Bioanalysis | Industry Spotlights & Insight Articles

Bioanalysis: Predicting Protein Aggregation & Method Validation

Bioanalysis is an important tool to predict the stability and protein degradation in new pharmaceutical products. Can novel prediction methods provide an alternative to current methods?

Bioanalysis is the quantitative measurement of a drug product or chemical in biological fluids such as blood, plasma, or tissue extracts. It is an essential discipline in many research areas, such as developing new drugs, forensic analysis, and identifying new biomarkers.

Biopharmaceuticals need to demonstrate stability over their shelf life, including storage stages. Bioanalysis can assess stability by measuring concentration levels of test samples and comparing the results with levels at timed intervals in controlled temperatures. While this seems simple conceptually, the reality is that validating such experiments is time-consuming and difficult.

Predicting Protein Aggregation

When assessing storage stability, a key goal is to predict whether or not aggregation will occur. Protein aggregation is a form of degradation that can lead to reduced therapeutic effect and negative side effects.  

The rate of protein aggregation varies depending on chracterstics, formulation method and storage conditions. Products often need to be stable after multiple years of storage. Unfortunately, due to the failure rate of new formulations it is not feasible to store and test a product for long periods.

Robin Curtis, Senior Lecturer at the University of Manchester, explains how bioanalysis is used to predict protein aggregation. "During formulation development, you don't want to wait years to see whether or not aggregation is going to happen. You have various quick measurements that can speed up the process. Once these measurements are done, you might start doing accelerated stability studies."

Accelerated stability studies include heating the protein formulation and measuring monomer loss. From these results, advanced kinetic modelling can be used to extrapolate and predict long term aggregation rates. Such methods are not perfect. When using elevated temperatures, there are multiple pathways and different approaches, which may result in different predictions. For example, changeover and your rate-determining step when altering temperature can significantly impact results.

Novel Protein Aggregation Prediction Methods

Curtis proposes an alternative. He explains, "Instead of using temperature to increase aggregation, we tried chemical denaturants. Chemical denaturants still cause some folding. They also reduce downstream aggregate kinetic growth steps. We hypothesise that we could focus more on the initial steps of aggregation to give an alternative way for assessing aggregation propensity in storage."

By measuring the effect of chemical denaturants on a proteins conformational and colloidal stability and aggregation rate long term stability predictions can be made. While a relatively new method, it poses a promising alternative to the prevailing Arrhenius approach.

Bioanalysis GLP (Good Laboratory Practices) and Validation

The reliability of analytical findings is vital in forensic and clinical toxicology, as it is a prerequisite for correctly interpreting toxicological results. Validation is necessary to demonstrate bioanalytical method performance.

There are different validation types; first, full validation is run for newly developed bioanalytical methods.

The second is partial validation, which is run when already validated bioanalytical methods are modified. Examples include introducing a new detection system, change in sample matrix or calibration range).

The third is cross-validation, designed for use when two or more bioanalytical methods are used to generate data within the same study.

The FDA has provided specific guidance in these areas and gives particular requirements to validate a method.

While helpful FDA guidances are not legal requirements for every test and bespoke methods may be nesccessary.

Final Thoughts & Conclusions

Bioanalysis is an important tool to predict the stability and developability of biopharmaceuticals. While challenges remain, novel prediction methods and guidance for good laboratory practices are making bioanalysis faster, safer, and more efficient.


WHAT TO WORK ON
When you reach a picture, skip it, and retype every line below exactly.

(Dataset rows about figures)
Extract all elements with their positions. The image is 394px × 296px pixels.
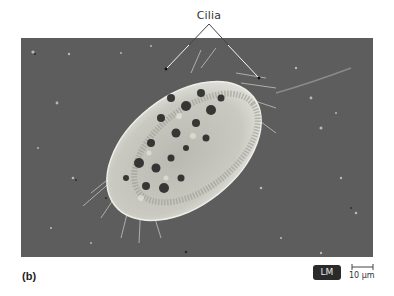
- panel-letter: (b): [22, 270, 36, 282]
- protozoan-cell-illustration: [21, 38, 373, 257]
- scale-bar-label: 10 µm: [349, 271, 375, 280]
- cilia-label: Cilia: [190, 9, 228, 22]
- micrograph-image: [21, 38, 373, 257]
- microscopy-type-badge: LM: [313, 265, 341, 280]
- scale-bar-icon: [351, 263, 375, 271]
- figure-panel: Cilia: [0, 0, 394, 296]
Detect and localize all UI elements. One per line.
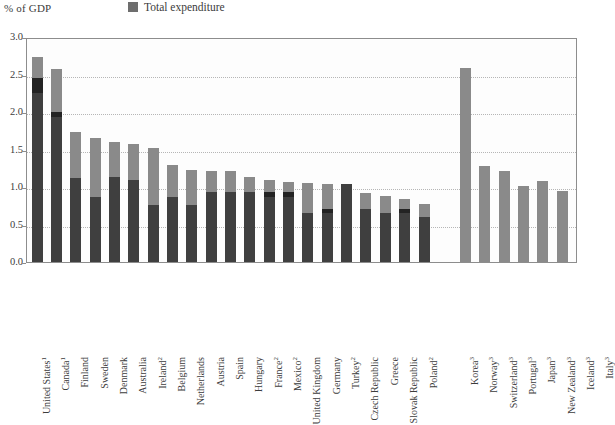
bar <box>518 186 529 263</box>
x-axis-tick-label: Netherlands <box>195 357 206 405</box>
y-tick-label: 2.0 <box>0 106 23 117</box>
bar <box>283 182 294 262</box>
y-tick-label: 0.0 <box>0 256 23 267</box>
x-axis-tick-label: Slovak Republic <box>408 357 419 423</box>
bar <box>380 196 391 262</box>
bar <box>51 69 62 263</box>
bar-segment-base <box>244 192 255 262</box>
bar-segment-total <box>576 193 577 262</box>
bar-segment-base <box>186 205 197 262</box>
x-axis-tick-label: Czech Republic <box>369 357 380 421</box>
bar <box>109 142 120 262</box>
bar-segment-total <box>537 181 548 262</box>
x-axis-tick-label: Iceland3 <box>585 357 596 390</box>
x-axis-tick-label: Spain <box>234 357 245 380</box>
bar <box>341 184 352 262</box>
x-axis-tick-label: Ireland2 <box>157 357 168 389</box>
y-tick-label: 2.5 <box>0 69 23 80</box>
x-axis-tick-label: Germany <box>331 357 342 394</box>
y-tick-label: 3.0 <box>0 31 23 42</box>
bar-segment-base <box>341 184 352 262</box>
bar <box>322 184 333 262</box>
bar <box>557 191 568 262</box>
x-axis-tick-label: Turkey2 <box>350 357 361 389</box>
bar <box>167 165 178 263</box>
bar-segment-base <box>419 217 430 262</box>
gridline <box>27 77 576 78</box>
bar-segment-base <box>264 197 275 262</box>
bar-segment-base <box>302 213 313 262</box>
bar <box>399 199 410 262</box>
chart-legend: Total expenditure <box>128 1 225 13</box>
bar <box>244 177 255 262</box>
bar <box>302 183 313 262</box>
bar <box>225 171 236 262</box>
x-axis-tick-label: Greece <box>389 357 400 385</box>
x-axis-tick-label: Japan3 <box>546 357 557 383</box>
bar-segment-base <box>225 192 236 262</box>
x-axis-tick-label: Austria <box>215 357 226 386</box>
bar-segment-base <box>206 192 217 262</box>
gridline <box>27 114 576 115</box>
x-axis-tick-label: Australia <box>137 357 148 394</box>
x-axis-tick-label: Sweden <box>99 357 110 389</box>
bar <box>479 166 490 262</box>
bar <box>148 148 159 262</box>
bar-segment-base <box>70 178 81 262</box>
bar <box>128 144 139 262</box>
x-axis-tick-label: Hungary <box>253 357 264 392</box>
bar <box>360 193 371 262</box>
x-axis-tick-label: Norway3 <box>488 357 499 393</box>
x-axis-tick-label: United Kingdom <box>311 357 322 425</box>
x-axis-tick-label: Korea3 <box>469 357 480 385</box>
bar-segment-base <box>380 213 391 262</box>
bar <box>264 180 275 263</box>
bar-segment-total <box>479 166 490 262</box>
bar-segment-base <box>148 205 159 262</box>
plot-area <box>26 38 577 263</box>
bar-segment-base <box>109 177 120 262</box>
x-axis-tick-label: Switzerland3 <box>508 357 519 408</box>
x-axis-tick-label: Denmark <box>118 357 129 394</box>
bar-segment-total <box>518 186 529 263</box>
bar <box>90 138 101 263</box>
legend-label-total-expenditure: Total expenditure <box>144 1 225 13</box>
bar <box>70 132 81 262</box>
x-axis-labels: United States1Canada1FinlandSwedenDenmar… <box>26 264 577 359</box>
x-axis-tick-label: Portugal3 <box>527 357 538 394</box>
x-axis-tick-label: Italy3 <box>604 357 615 379</box>
bar <box>576 193 577 262</box>
bar <box>537 181 548 262</box>
bar <box>460 68 471 262</box>
bar-segment-base <box>360 209 371 262</box>
bar-segment-base <box>399 213 410 262</box>
x-axis-tick-label: Canada1 <box>60 357 71 391</box>
bar-segment-base <box>32 93 43 262</box>
bar <box>499 171 510 262</box>
bar <box>206 171 217 263</box>
bar-segment-base <box>90 197 101 262</box>
x-axis-tick-label: Belgium <box>176 357 187 391</box>
bar-segment-base <box>167 197 178 262</box>
x-axis-tick-label: United States1 <box>41 357 52 414</box>
bar-segment-total <box>460 68 471 262</box>
x-axis-tick-label: France2 <box>273 357 284 388</box>
bar <box>419 204 430 262</box>
y-tick-label: 0.5 <box>0 219 23 230</box>
x-axis-tick-label: Finland <box>79 357 90 388</box>
y-tick-label: 1.0 <box>0 181 23 192</box>
bar-segment-base <box>322 213 333 262</box>
bar <box>186 170 197 262</box>
bar-segment-total <box>499 171 510 262</box>
x-axis-tick-label: Mexico2 <box>292 357 303 391</box>
y-axis-unit-label: % of GDP <box>4 2 51 14</box>
bar-segment-total <box>557 191 568 262</box>
bar-segment-base <box>128 180 139 263</box>
legend-swatch-total-expenditure <box>128 2 138 12</box>
bar-segment-base <box>51 117 62 262</box>
x-axis-tick-label: New Zealand3 <box>566 357 577 414</box>
y-tick-label: 1.5 <box>0 144 23 155</box>
x-axis-tick-label: Poland2 <box>428 357 439 388</box>
bar-segment-base <box>283 197 294 262</box>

OUTPUT BELOW
Extract all elements with their positions. The image is 394px × 296px pixels.
- panel-letter: (b): [22, 270, 36, 282]
- protozoan-cell-illustration: [21, 38, 373, 257]
- scale-bar-label: 10 µm: [349, 271, 375, 280]
- cilia-label: Cilia: [190, 9, 228, 22]
- micrograph-image: [21, 38, 373, 257]
- microscopy-type-badge: LM: [313, 265, 341, 280]
- scale-bar-icon: [351, 263, 375, 271]
- figure-panel: Cilia: [0, 0, 394, 296]
Detect and localize all UI elements. One per line.
bar <box>518 186 529 263</box>
x-axis-tick-label: Netherlands <box>195 357 206 405</box>
y-tick-label: 2.0 <box>0 106 23 117</box>
bar <box>283 182 294 262</box>
y-tick-label: 0.0 <box>0 256 23 267</box>
x-axis-tick-label: Slovak Republic <box>408 357 419 423</box>
bar <box>380 196 391 262</box>
bar <box>51 69 62 263</box>
bar-segment-base <box>244 192 255 262</box>
bar-segment-total <box>576 193 577 262</box>
bar-segment-base <box>186 205 197 262</box>
x-axis-tick-label: Czech Republic <box>369 357 380 421</box>
bar <box>109 142 120 262</box>
bar-segment-total <box>537 181 548 262</box>
x-axis-tick-label: Iceland3 <box>585 357 596 390</box>
x-axis-tick-label: Spain <box>234 357 245 380</box>
bar <box>341 184 352 262</box>
x-axis-tick-label: Ireland2 <box>157 357 168 389</box>
y-tick-label: 2.5 <box>0 69 23 80</box>
x-axis-tick-label: Germany <box>331 357 342 394</box>
y-tick-label: 3.0 <box>0 31 23 42</box>
bar-segment-base <box>341 184 352 262</box>
bar <box>322 184 333 262</box>
bar <box>557 191 568 262</box>
x-axis-tick-label: Turkey2 <box>350 357 361 389</box>
bar <box>167 165 178 263</box>
bar-segment-base <box>419 217 430 262</box>
gridline <box>27 77 576 78</box>
bar-segment-base <box>264 197 275 262</box>
bar-segment-base <box>302 213 313 262</box>
bar <box>399 199 410 262</box>
chart-legend: Total expenditure <box>128 1 225 13</box>
bar <box>244 177 255 262</box>
bar <box>302 183 313 262</box>
bar <box>225 171 236 262</box>
x-axis-tick-label: Greece <box>389 357 400 385</box>
x-axis-tick-label: Japan3 <box>546 357 557 383</box>
bar-segment-base <box>225 192 236 262</box>
x-axis-tick-label: Austria <box>215 357 226 386</box>
bar-segment-base <box>206 192 217 262</box>
gridline <box>27 114 576 115</box>
x-axis-tick-label: Australia <box>137 357 148 394</box>
x-axis-tick-label: Sweden <box>99 357 110 389</box>
bar <box>479 166 490 262</box>
bar <box>148 148 159 262</box>
bar-segment-base <box>70 178 81 262</box>
bar <box>128 144 139 262</box>
x-axis-tick-label: Hungary <box>253 357 264 392</box>
bar <box>360 193 371 262</box>
x-axis-tick-label: Norway3 <box>488 357 499 393</box>
x-axis-tick-label: United Kingdom <box>311 357 322 425</box>
x-axis-tick-label: Korea3 <box>469 357 480 385</box>
bar-segment-base <box>380 213 391 262</box>
bar <box>264 180 275 263</box>
bar-segment-total <box>479 166 490 262</box>
bar-segment-base <box>148 205 159 262</box>
plot-area <box>26 38 577 263</box>
bar-segment-base <box>109 177 120 262</box>
x-axis-tick-label: Switzerland3 <box>508 357 519 408</box>
x-axis-tick-label: Denmark <box>118 357 129 394</box>
bar-segment-total <box>518 186 529 263</box>
bar <box>90 138 101 263</box>
legend-label-total-expenditure: Total expenditure <box>144 1 225 13</box>
bar <box>70 132 81 262</box>
x-axis-labels: United States1Canada1FinlandSwedenDenmar… <box>26 264 577 359</box>
x-axis-tick-label: Portugal3 <box>527 357 538 394</box>
x-axis-tick-label: Italy3 <box>604 357 615 379</box>
bar <box>576 193 577 262</box>
bar <box>537 181 548 262</box>
bar <box>460 68 471 262</box>
bar-segment-base <box>360 209 371 262</box>
bar-segment-base <box>399 213 410 262</box>
x-axis-tick-label: Canada1 <box>60 357 71 391</box>
bar-segment-base <box>32 93 43 262</box>
bar <box>499 171 510 262</box>
bar <box>206 171 217 263</box>
bar-segment-base <box>90 197 101 262</box>
x-axis-tick-label: Belgium <box>176 357 187 391</box>
bar-segment-base <box>167 197 178 262</box>
x-axis-tick-label: United States1 <box>41 357 52 414</box>
bar-segment-total <box>460 68 471 262</box>
x-axis-tick-label: France2 <box>273 357 284 388</box>
bar <box>419 204 430 262</box>
y-tick-label: 0.5 <box>0 219 23 230</box>
x-axis-tick-label: Finland <box>79 357 90 388</box>
y-tick-label: 1.0 <box>0 181 23 192</box>
bar-segment-base <box>322 213 333 262</box>
bar <box>186 170 197 262</box>
bar-segment-total <box>499 171 510 262</box>
x-axis-tick-label: Mexico2 <box>292 357 303 391</box>
y-axis-unit-label: % of GDP <box>4 2 51 14</box>
bar-segment-total <box>557 191 568 262</box>
bar-segment-base <box>128 180 139 263</box>
legend-swatch-total-expenditure <box>128 2 138 12</box>
bar-segment-base <box>51 117 62 262</box>
x-axis-tick-label: New Zealand3 <box>566 357 577 414</box>
y-tick-label: 1.5 <box>0 144 23 155</box>
x-axis-tick-label: Poland2 <box>428 357 439 388</box>
bar-segment-base <box>283 197 294 262</box>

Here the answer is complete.